After this, the baronet might be as wise as he pleased: he had quite undone his work. He might analyze Love and anatomize Woman. He might accord to her her due position, and paint her fair: he might be shrewd, jocose, gentle, pathetic, wonderfully wise: he spoke to deaf ears.
Closing his sermon with the question, softly uttered: “Have you anything to tell me, Richard?” and hoping for a confession, and a thorough re-establishment of confidence, the callous answer struck him cold: “I have not.”
The baronet relapsed in his chair, and made diagrams of his fingers.
Richard turned his back on further dialogue by going to the window. In the section of sky over the street twinkled two or three stars; shining faintly, feeling the moon. The moon was rising: the woods were lifting up to her: his star of the woods would be there. A bed of moss set about flowers in a basket under him breathed to his nostril of the woodland keenly, and filled him with delirious longing.
A succession of hard sighs brought his father’s hand on his shoulder.
“You have nothing you could say to me, my son?

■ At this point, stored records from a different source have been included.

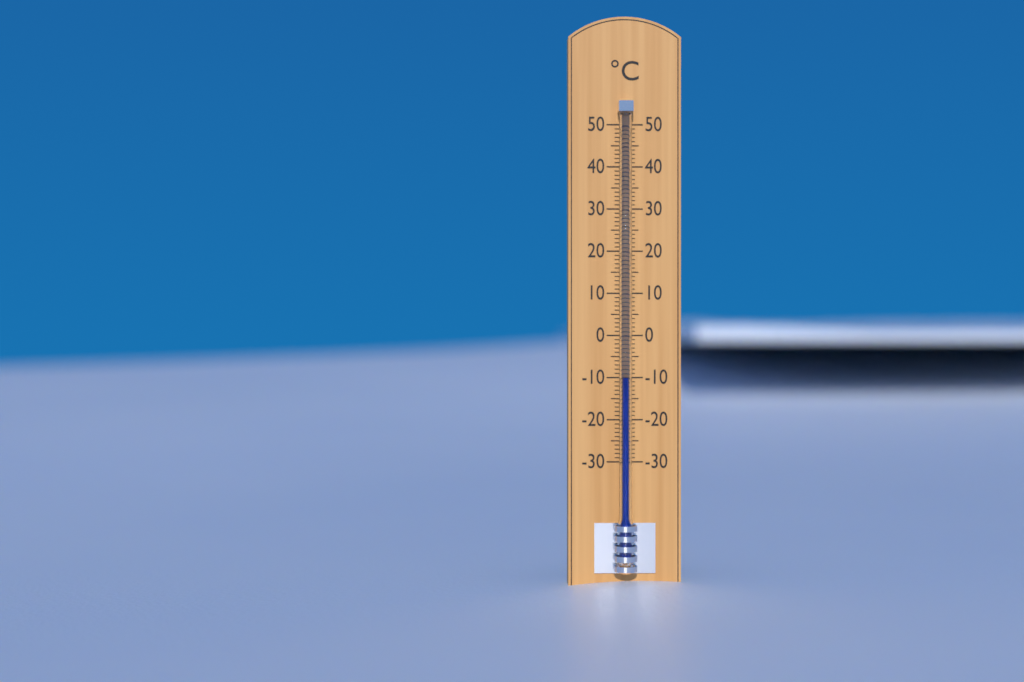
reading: -10 °C
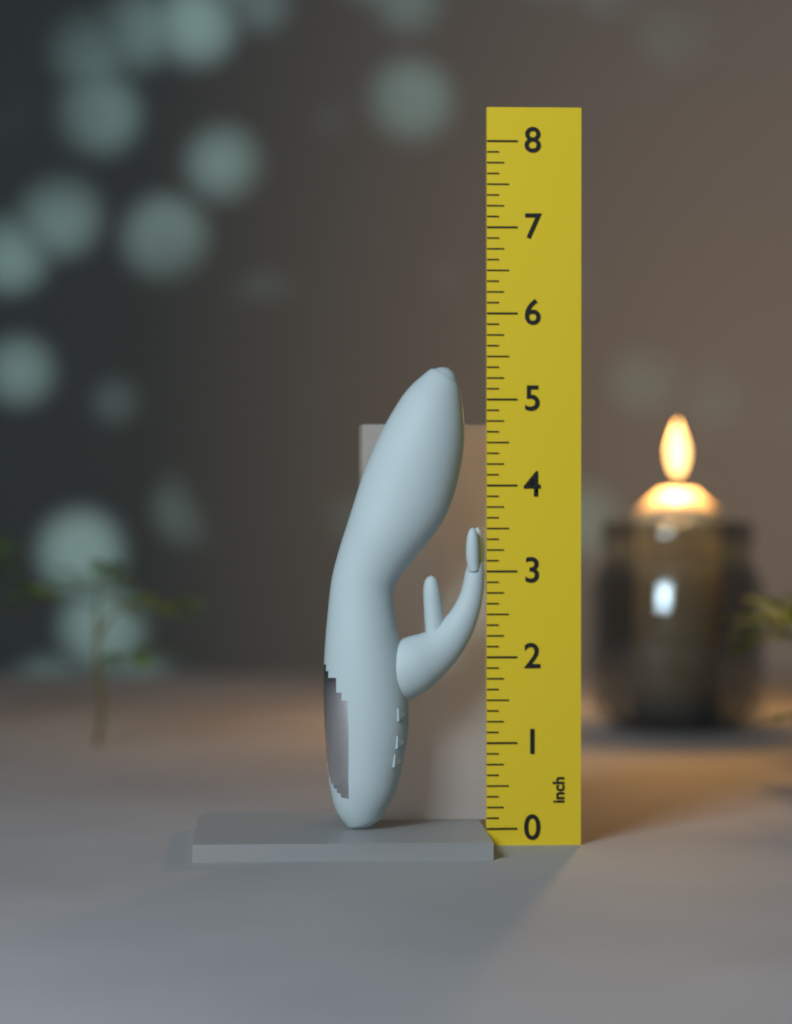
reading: 5.375 inch
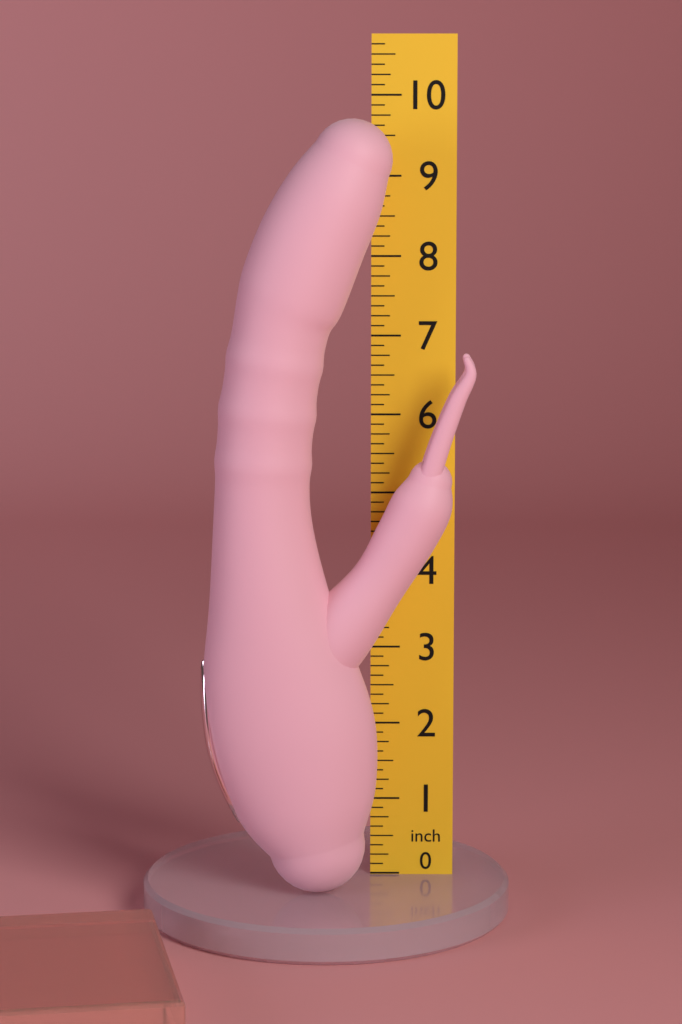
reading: 9.750 inch
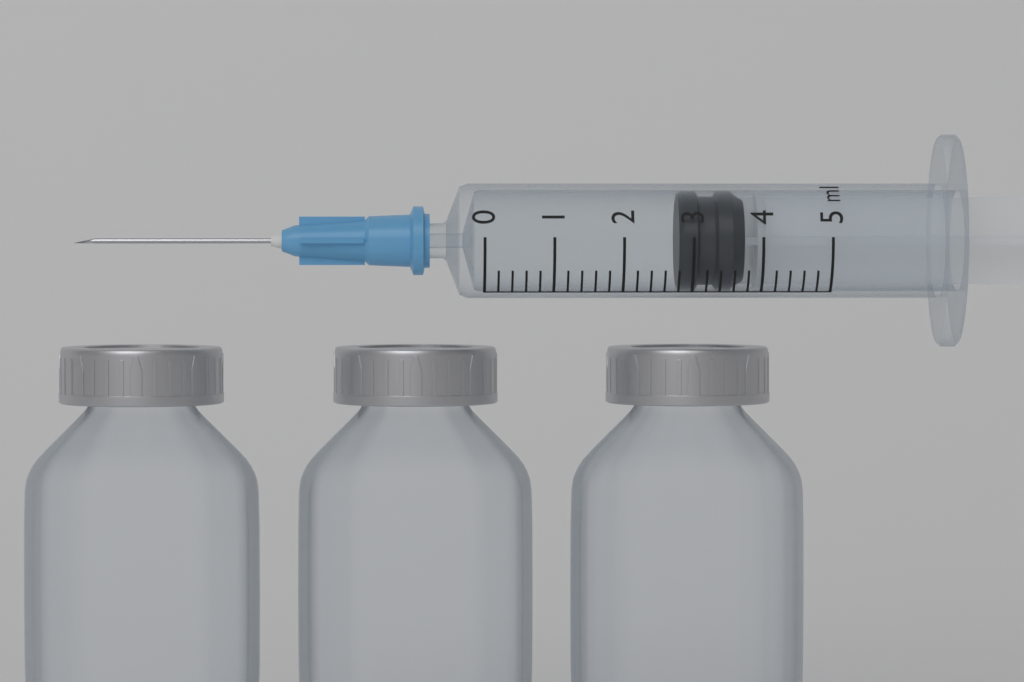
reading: 2.8 ml
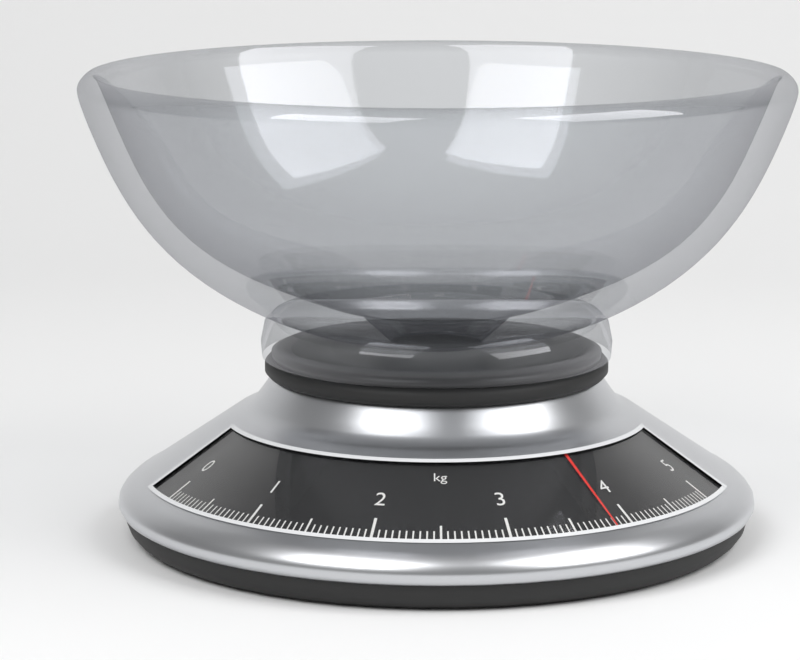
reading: 3.85 kg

Tell me, Richard! Remember, there is no home for the soul where dwells a shadow of untruth!”
“Nothing at all, sir,” the young man replied, meeting him with the full orbs of his eyes.
The baronet withdrew his hand, and paced the room.
At last it grew impossible for Richard to control his impatience, and he said: “Do you intend me to stay here, sir? Am I not to return to Raynham at all to-night?”
His father was again falsely jocular:
“What? and catch the train after giving it ten minutes’ start?”
“Cassandra will take me,” said the young man earnestly. “I needn’t ride her hard, sir. Or perhaps you would lend me your Winkelried? I should be down with him in little better than three hours.”
“Even then, you know, the park-gates would be locked.”
“Well, I could stable him in the village. Dowling knows the horse, and would treat him properly. May I have him, sir?”